Burwell v. Hobby Lobby Stores, Inc.

Citation

573 U.S. 682 (2014)

Facts

The Affordable Care Act required employer-sponsored health plans to cover contraceptive methods approved by the FDA. HHS regulations mandated coverage of all FDA-approved contraceptives. Hobby Lobby and other closely held corporations with sincere religious objections to certain contraceptives — specifically those they believed could prevent implantation of a fertilized egg — challenged the mandate under the Religious Freedom Restoration Act (RFRA).

Issue

Does RFRA apply to closely held for-profit corporations, and if so, does the contraceptive mandate substantially burden their religious exercise without being the least restrictive means of advancing a compelling governmental interest?

Holding

Yes on both questions. The Court held RFRA applies to closely held corporations; the mandate substantially burdened the corporations’ religious exercise; and the government failed to show it used the least restrictive means because it could have paid for contraceptives directly (as it already did for exempted religious nonprofits).

Rule / Doctrine

RFRA test: a government action that substantially burdens a person’s sincere religious exercise must be the least restrictive means of serving a compelling governmental interest. The Court declined to decide whether for-profit corporations have constitutional Free Exercise Clause rights — the holding rests entirely on statutory RFRA grounds.

Significance

Hobby Lobby significantly extended the scope of religious accommodation by holding that closely held corporations can assert RFRA claims. It avoided the constitutional Free Exercise question while expanding the practical reach of religious exemptions in the employment context. The decision generated major debate about corporate religious identity and the limits of accommodation.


> **YOUR GOAL**:
Please return the listing below word for word, minus its pictures.

********

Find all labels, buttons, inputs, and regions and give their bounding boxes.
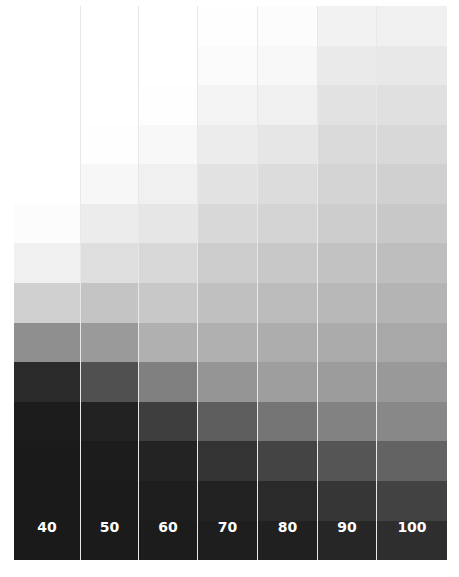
gray-cell <box>318 125 376 165</box>
gray-cell <box>81 243 138 283</box>
gray-cell <box>318 243 376 283</box>
gray-cell <box>14 85 80 125</box>
column-label: 40 <box>14 519 80 535</box>
gray-cell <box>14 481 80 521</box>
gray-cell <box>81 323 138 363</box>
gray-cell <box>14 6 80 46</box>
gray-cell <box>258 481 317 521</box>
gray-cell <box>139 204 197 244</box>
gray-cell <box>377 243 447 283</box>
gray-cell <box>258 85 317 125</box>
column-50: 50 <box>81 6 139 560</box>
gray-cell <box>14 441 80 481</box>
gray-cell <box>377 85 447 125</box>
gray-cell <box>198 481 257 521</box>
gray-cell <box>377 164 447 204</box>
column-label: 60 <box>139 519 197 535</box>
gray-cell <box>318 481 376 521</box>
gray-cell <box>318 362 376 402</box>
column-label: 50 <box>81 519 138 535</box>
column-label: 70 <box>198 519 257 535</box>
gray-cell <box>14 46 80 86</box>
column-label: 80 <box>258 519 317 535</box>
column-90: 90 <box>318 6 377 560</box>
gray-cell <box>81 362 138 402</box>
gray-cell <box>14 164 80 204</box>
gray-cell <box>14 323 80 363</box>
gray-cell <box>81 402 138 442</box>
gray-cell <box>198 323 257 363</box>
gray-cell <box>377 441 447 481</box>
gray-cell <box>14 283 80 323</box>
gray-cell <box>14 204 80 244</box>
gray-cell <box>258 323 317 363</box>
gray-cell <box>81 481 138 521</box>
gray-cell <box>258 441 317 481</box>
gray-cell <box>258 402 317 442</box>
gray-cell <box>14 362 80 402</box>
column-80: 80 <box>258 6 318 560</box>
gray-cell <box>139 164 197 204</box>
gray-cell <box>377 362 447 402</box>
gray-cell <box>139 441 197 481</box>
gray-cell <box>81 283 138 323</box>
gray-cell <box>139 402 197 442</box>
gray-cell <box>318 46 376 86</box>
gray-cell <box>198 164 257 204</box>
gray-cell <box>318 441 376 481</box>
gray-cell <box>139 85 197 125</box>
gray-cell <box>377 323 447 363</box>
gray-cell <box>377 46 447 86</box>
gray-cell <box>377 481 447 521</box>
gray-cell <box>258 125 317 165</box>
gray-cell <box>258 46 317 86</box>
gray-cell <box>318 85 376 125</box>
gray-cell <box>377 125 447 165</box>
gray-cell <box>198 243 257 283</box>
gray-cell <box>258 243 317 283</box>
gray-cell <box>81 125 138 165</box>
column-60: 60 <box>139 6 198 560</box>
gray-cell <box>198 402 257 442</box>
gray-cell <box>81 6 138 46</box>
gray-cell <box>81 164 138 204</box>
gray-cell <box>81 85 138 125</box>
gray-cell <box>318 6 376 46</box>
gray-cell <box>377 283 447 323</box>
gray-cell <box>198 46 257 86</box>
column-40: 40 <box>14 6 81 560</box>
column-70: 70 <box>198 6 258 560</box>
gray-cell <box>139 243 197 283</box>
gray-cell <box>318 402 376 442</box>
grayscale-step-chart: 405060708090100 <box>14 6 447 560</box>
gray-cell <box>198 125 257 165</box>
gray-cell <box>258 362 317 402</box>
gray-cell <box>258 283 317 323</box>
gray-cell <box>318 164 376 204</box>
gray-cell <box>198 283 257 323</box>
column-label: 90 <box>318 519 376 535</box>
gray-cell <box>139 362 197 402</box>
gray-cell <box>198 6 257 46</box>
gray-cell <box>14 125 80 165</box>
gray-cell <box>258 204 317 244</box>
gray-cell <box>198 204 257 244</box>
column-100: 100 <box>377 6 447 560</box>
gray-cell <box>198 362 257 402</box>
gray-cell <box>318 204 376 244</box>
gray-cell <box>377 6 447 46</box>
gray-cell <box>81 204 138 244</box>
gray-cell <box>258 164 317 204</box>
gray-cell <box>198 441 257 481</box>
gray-cell <box>318 323 376 363</box>
gray-cell <box>139 323 197 363</box>
gray-cell <box>14 402 80 442</box>
gray-cell <box>139 481 197 521</box>
gray-cell <box>318 283 376 323</box>
gray-cell <box>139 46 197 86</box>
gray-cell <box>258 6 317 46</box>
gray-cell <box>139 283 197 323</box>
gray-cell <box>14 243 80 283</box>
gray-cell <box>81 441 138 481</box>
gray-cell <box>198 85 257 125</box>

********

> **FINAL ANSWER**:
Find all labels, buttons, inputs, and regions and give their bounding boxes.
gray-cell <box>318 125 376 165</box>
gray-cell <box>81 243 138 283</box>
gray-cell <box>318 243 376 283</box>
gray-cell <box>14 85 80 125</box>
column-label: 40 <box>14 519 80 535</box>
gray-cell <box>14 481 80 521</box>
gray-cell <box>81 323 138 363</box>
gray-cell <box>14 6 80 46</box>
gray-cell <box>258 481 317 521</box>
gray-cell <box>139 204 197 244</box>
gray-cell <box>377 243 447 283</box>
gray-cell <box>258 85 317 125</box>
column-50: 50 <box>81 6 139 560</box>
gray-cell <box>14 441 80 481</box>
gray-cell <box>377 85 447 125</box>
gray-cell <box>198 481 257 521</box>
gray-cell <box>377 164 447 204</box>
column-label: 60 <box>139 519 197 535</box>
gray-cell <box>318 481 376 521</box>
gray-cell <box>318 362 376 402</box>
column-label: 50 <box>81 519 138 535</box>
column-label: 70 <box>198 519 257 535</box>
gray-cell <box>14 46 80 86</box>
column-label: 80 <box>258 519 317 535</box>
column-90: 90 <box>318 6 377 560</box>
gray-cell <box>81 362 138 402</box>
gray-cell <box>14 164 80 204</box>
gray-cell <box>14 323 80 363</box>
gray-cell <box>81 402 138 442</box>
gray-cell <box>198 323 257 363</box>
gray-cell <box>377 441 447 481</box>
gray-cell <box>14 283 80 323</box>
gray-cell <box>14 204 80 244</box>
gray-cell <box>258 323 317 363</box>
gray-cell <box>81 481 138 521</box>
gray-cell <box>258 441 317 481</box>
gray-cell <box>258 402 317 442</box>
gray-cell <box>14 362 80 402</box>
column-80: 80 <box>258 6 318 560</box>
gray-cell <box>139 164 197 204</box>
gray-cell <box>377 362 447 402</box>
gray-cell <box>139 441 197 481</box>
gray-cell <box>81 283 138 323</box>
gray-cell <box>139 402 197 442</box>
gray-cell <box>318 46 376 86</box>
gray-cell <box>198 164 257 204</box>
gray-cell <box>318 441 376 481</box>
gray-cell <box>139 85 197 125</box>
gray-cell <box>377 323 447 363</box>
gray-cell <box>377 46 447 86</box>
gray-cell <box>377 481 447 521</box>
gray-cell <box>258 125 317 165</box>
gray-cell <box>258 46 317 86</box>
gray-cell <box>318 85 376 125</box>
gray-cell <box>377 125 447 165</box>
gray-cell <box>198 243 257 283</box>
gray-cell <box>258 243 317 283</box>
gray-cell <box>81 125 138 165</box>
column-60: 60 <box>139 6 198 560</box>
gray-cell <box>198 402 257 442</box>
gray-cell <box>81 6 138 46</box>
gray-cell <box>81 164 138 204</box>
gray-cell <box>81 85 138 125</box>
gray-cell <box>318 6 376 46</box>
gray-cell <box>377 283 447 323</box>
gray-cell <box>198 46 257 86</box>
column-40: 40 <box>14 6 81 560</box>
column-70: 70 <box>198 6 258 560</box>
gray-cell <box>139 243 197 283</box>
gray-cell <box>318 402 376 442</box>
grayscale-step-chart: 405060708090100 <box>14 6 447 560</box>
gray-cell <box>198 125 257 165</box>
gray-cell <box>258 362 317 402</box>
gray-cell <box>258 283 317 323</box>
gray-cell <box>318 164 376 204</box>
gray-cell <box>198 283 257 323</box>
column-label: 90 <box>318 519 376 535</box>
gray-cell <box>139 362 197 402</box>
gray-cell <box>198 6 257 46</box>
gray-cell <box>14 125 80 165</box>
gray-cell <box>258 204 317 244</box>
gray-cell <box>198 204 257 244</box>
column-100: 100 <box>377 6 447 560</box>
gray-cell <box>198 362 257 402</box>
gray-cell <box>318 204 376 244</box>
gray-cell <box>377 6 447 46</box>
gray-cell <box>81 204 138 244</box>
gray-cell <box>258 164 317 204</box>
gray-cell <box>198 441 257 481</box>
gray-cell <box>318 323 376 363</box>
gray-cell <box>139 323 197 363</box>
gray-cell <box>14 402 80 442</box>
gray-cell <box>139 481 197 521</box>
gray-cell <box>318 283 376 323</box>
gray-cell <box>139 46 197 86</box>
gray-cell <box>258 6 317 46</box>
gray-cell <box>139 283 197 323</box>
gray-cell <box>14 243 80 283</box>
gray-cell <box>81 441 138 481</box>
gray-cell <box>198 85 257 125</box>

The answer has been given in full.